There is a second rule in the food preparation process which is: something cannot be sanitized until it is clean. You have to clean it first before you can sanitize it. So if you are working in a kitchen and you spray a dirty surface with only hot water; then that item is neither clean nor sanitary. It may look clean and because it’s hot you may think it’s sanitary but it’s neither. The bacteria actually hides beneath the dirt, the hot water may get rid of the visible dirt but it won’t get rid of the dirt you can’t see. You have to wash it first, then you can sanitize it. Likewise, Jesus says you have to be born of water first, and then the spirit, in order to enter into the kingdom of heaven. We are washed by the waters of baptism; then we are purified by the Holy Spirit. You have to be clean before you can be sanitized.
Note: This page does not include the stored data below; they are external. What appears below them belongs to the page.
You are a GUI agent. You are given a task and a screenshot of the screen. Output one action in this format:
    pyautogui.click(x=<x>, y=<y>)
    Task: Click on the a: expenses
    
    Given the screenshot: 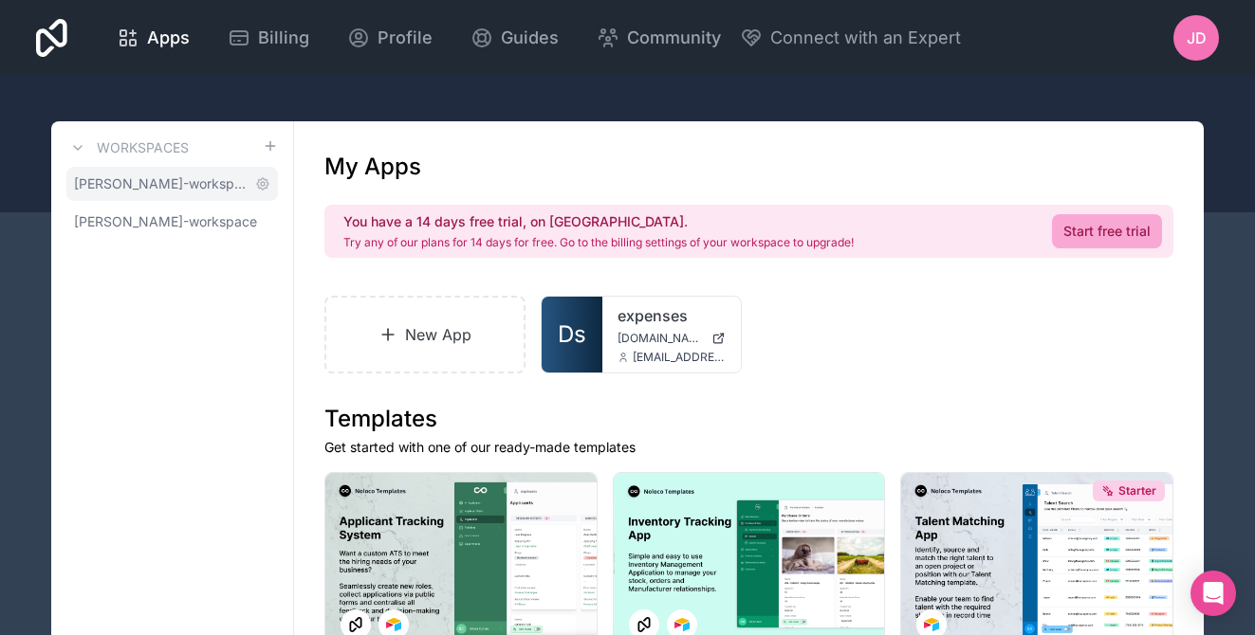 What is the action you would take?
    pyautogui.click(x=671, y=316)
    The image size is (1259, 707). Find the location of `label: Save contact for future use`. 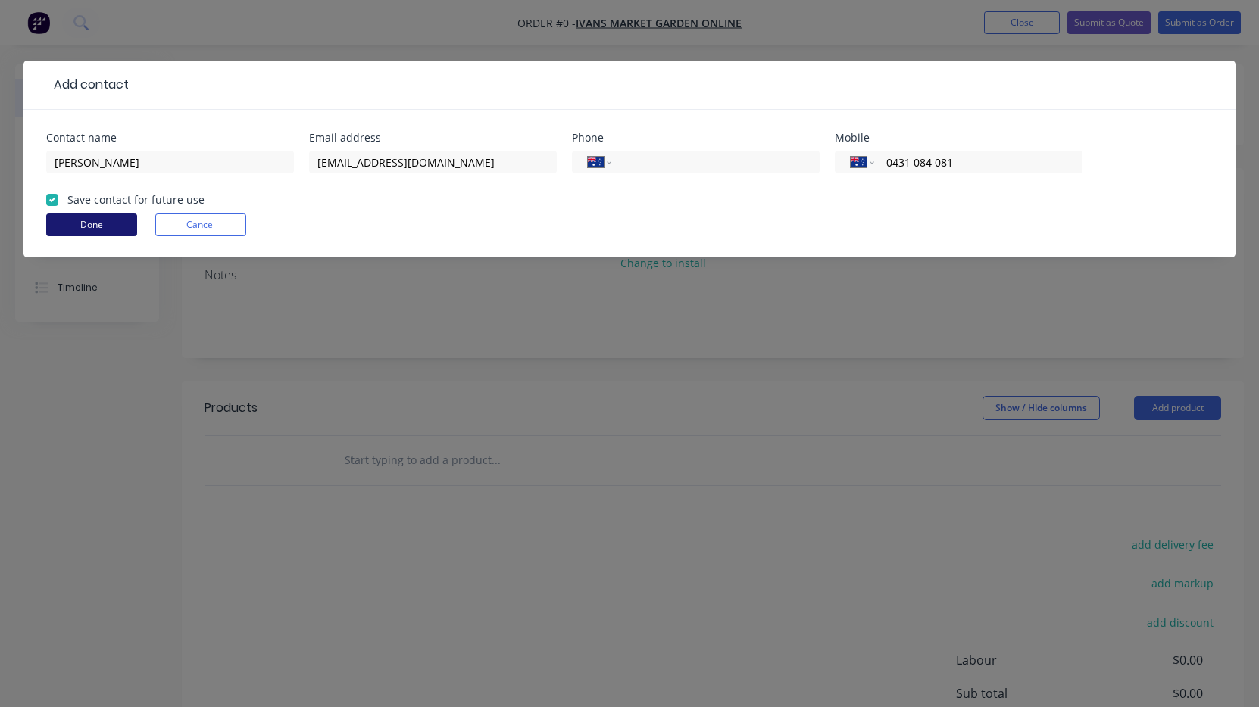

label: Save contact for future use is located at coordinates (136, 199).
Likewise, sometimes we can appear to be clean when we are not. We can sometimes become so wrapped up in becoming sanitary (or pure) that we forget from where we were made clean. We forget that we were once dirty and repented of our sins, acknowledging through baptism that we are only made clean by the sacrifice of Jesus Christ. When we forget this fundamental truth about ourselves, then we are no longer clean and we are incapable of being sanitized. In his letter to the church at Ephesus in Revelation, Jesus called this forgetting your ‘first love’ and reminds them to “Remember therefore from where you have fallen; repent and do the first works, or else I will come to you quickly and remove your lampstand from its place, unless you repent” (Rev:2:5 NKJV).
Peter also reminds us never to forget how we were made clean with these words: “Who his own self bare our sins in his own body on the tree, that we, being dead to sins, should live unto righteousness: by whose stripes ye were healed” (2Pet 2:24). We were once unclean, but now through Christ we are made clean so that we might be purified even as Christ was purified. Or as Jesus put it “Be ye therefore perfect, even as your Father which is in heaven is perfect” (Matt 5:48).